Many hobby language projects stop at parsing expressions.
Nearoh already includes real runtime behavior:
- Executable programs
- User-defined functions
- Object-oriented systems
- Dynamic lists
- Dictionaries
- Scope handling
- Builtins
- File I/O
- Imports
- Multi-file execution
- Source-aware diagnostics
- Structured examples
- Command-line tooling
- Debugging modes
- Golden-output regression tests
- Expected-failure regression tests
- Early native IDE tooling
That means the project is moving into genuine language engineering territory.
Nearoh is still early, but it is already capable of running meaningful programs across multiple interacting systems.

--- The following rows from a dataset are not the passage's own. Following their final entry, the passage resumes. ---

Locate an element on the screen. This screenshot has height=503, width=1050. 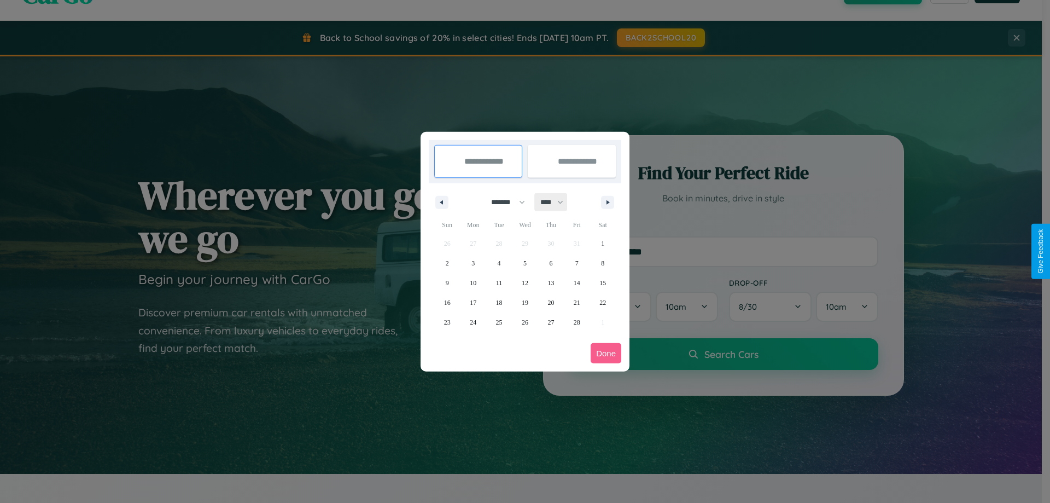
span: 6 is located at coordinates (551, 263). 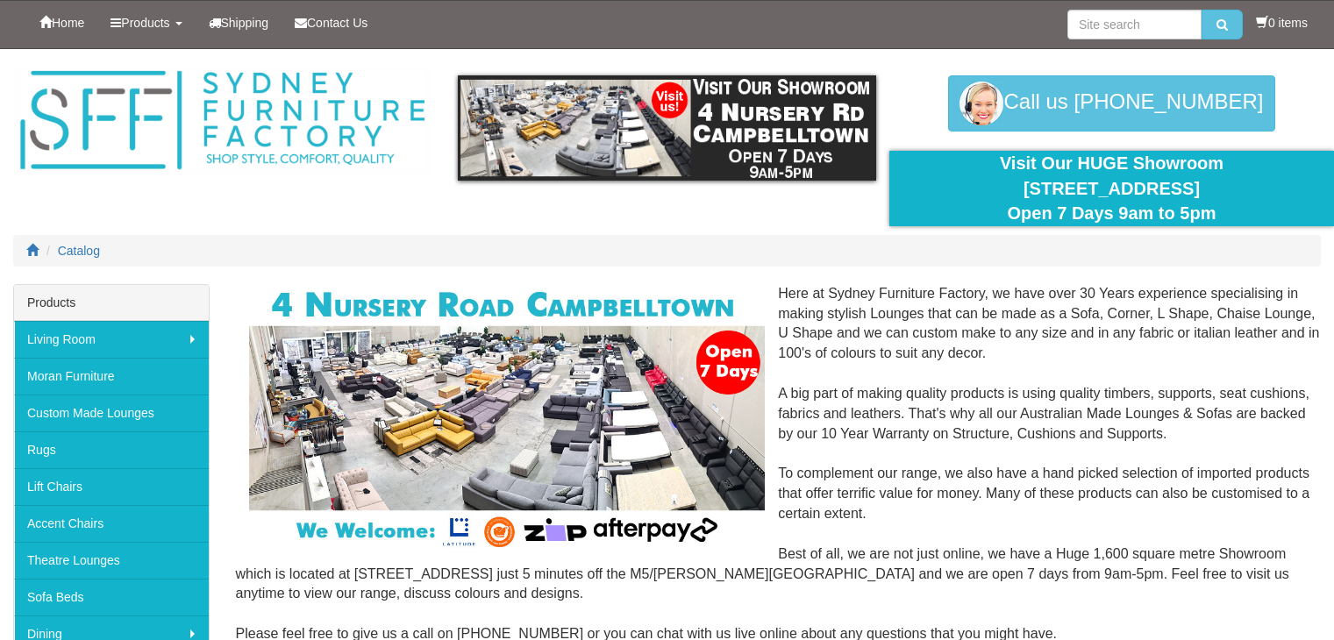 I want to click on a: Shipping, so click(x=238, y=23).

- Continue improving diagnostics and error UX
- Add more runtime safety checks
- Improve built-in error behavior
- Add more standard library utilities
- Clean up import memory ownership further
- Begin designing module namespaces/module objects
- Expand regression tests
- Add more example programs
- Continue improving the native IDE shell
- Namespaced modules
- Expanded builtins
- Better performance paths
- Improved memory systems
- More complete standard library
- File and path utilities
- Cleaner automated test workflow
- IDE project navigation
- IDE error navigation
- IDE syntax highlighting
- Native graphics/window bridge planning
- Native graphics/window bridge
- Input/timing systems
- Larger standard library built in Nearoh
- Bytecode VM or compiled backend research
- Dedicated Nearoh editor / IDE with project navigation, richer editing, and diagnostics
- Possible self-hosted growth path
Nearoh is being built carefully and intentionally.

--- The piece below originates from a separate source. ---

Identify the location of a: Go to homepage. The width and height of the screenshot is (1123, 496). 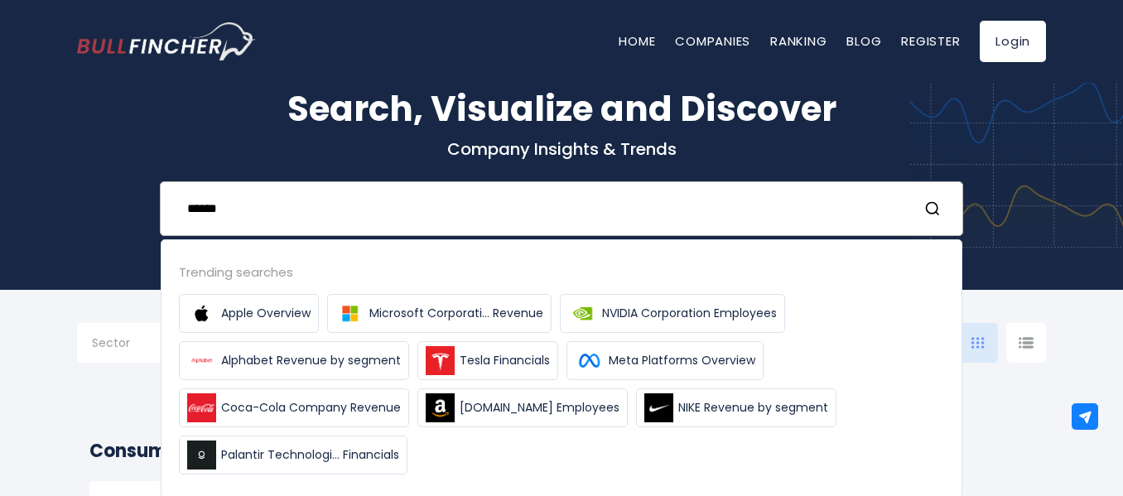
(166, 41).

The goal is not to copy Python line-for-line. The goal is to preserve what makes Python productive while gaining deeper ownership of the machine underneath it.
Readable high-level development on top. Low-level power underneath.
Nearoh code because it lets you be near the code.
Built by Reece Gilbert.
ChatGPT was used as a coding assistant during planning, debugging, documentation, and implementation work. The project direction, repository, testing, integration, and final design decisions are owned by Reece Gilbert.
This project reflects years of programming curiosity, systems experimentation, graphics work, simulation building, and the drive to create something real from scratch.
Nearoh is early, active, and growing quickly.
The current stage is centered on strengthening the runtime, improving imports, expanding diagnostics, growing the builtin layer, adding regression tests, and growing the new native IDE from a working shell into a more complete language tool.
Every milestone is focused on turning Nearoh into a real, usable language rather than a superficial prototype.